Was a Dutch town founded by Inuits in the 9th century? For a long time, the local legend of Zierikzee, in Zeeland, was that Zierik, the founder, emerged from the sea in 849 CE. In 1696, one history — Mattheus Smallegange’s Nieuwe Cronijk van Zeeland — described the Zierikzee legend at length, in order to discredit it. It didn’t work: in the 18th century, a Greenland kayak hung in the Zierikzee town hall. Alas it was not the primordial kayak; it was probably acquired by the crew of a Dutch whale ship. It’s now in the local history museum.
Other such sea-emergences pepper Dutch history if you know where to look for them. English history, too: in Suffolk, in 1187, « a fish in all parts like a man, was taken and kept 6 months in the Castle there, whence he escaped again to the sea, » according to 17th-century history. In Holland in 1430, « after a violent tempest, … some girls of the town of Edam … going in a boat to milk their cows, observed a mermaid in shallow water » — this according to a 19th-century compendium of medieval curiosities. « They took it into their boat and brought it into Edam, dressed it in female attire, and taught it to spin. » Another source dates that tale to 1493, with the « sea-woman » living in Holland for « many years (some say fifteen) » and dying a Christian: « for the reverence which she bare unto the signe of the crosse whereupon she had been accustomed, she was buried in the churchyarde. »
Incredulity and credulity can be virtues or vices. Credulity can also be a strategy. The late historian Jack D. Forbes (Powhatan-Renape, Delaware-Lenape) saw in the Zierikzee kayak a real folk tradition, behind which lay a history of Atlantic crossings, from west to east, centuries before Columbus. In The American Discovery of Europe (2007), Forbes would go further, calmly suggesting « that the widespread reports of the existence of ‘mer-men’ and ‘mer-women’ in northwestern Europe be considered as possible evidence of early Inuit or other American arrivals. » It’s an appealing thought.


EXERCISE REQUIREMENTS.
Across the whole listing, copy out every line that includes the string "position".

EXTRACTED RECORDS.

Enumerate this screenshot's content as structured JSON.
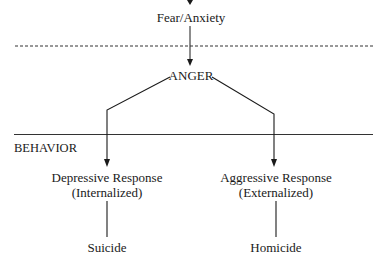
{
  "diagram": {
    "nodes": {
      "fear": "Fear/Anxiety",
      "anger": "ANGER",
      "depressive_line1": "Depressive Response",
      "depressive_line2": "(Internalized)",
      "aggressive_line1": "Aggressive Response",
      "aggressive_line2": "(Externalized)",
      "suicide": "Suicide",
      "homicide": "Homicide"
    },
    "section_label": "BEHAVIOR",
    "edges": [
      {
        "from": "top",
        "to": "fear",
        "type": "arrow"
      },
      {
        "from": "fear",
        "to": "anger",
        "type": "arrow"
      },
      {
        "from": "anger",
        "to": "depressive",
        "type": "arrow"
      },
      {
        "from": "anger",
        "to": "aggressive",
        "type": "arrow"
      },
      {
        "from": "depressive",
        "to": "suicide",
        "type": "line"
      },
      {
        "from": "aggressive",
        "to": "homicide",
        "type": "line"
      }
    ],
    "dividers": [
      {
        "style": "dashed",
        "position": "between fear and anger"
      },
      {
        "style": "solid",
        "position": "above behavior"
      }
    ]
  }
}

WRITTEN RESPONSE.
        "position": "between fear and anger"
        "position": "above behavior"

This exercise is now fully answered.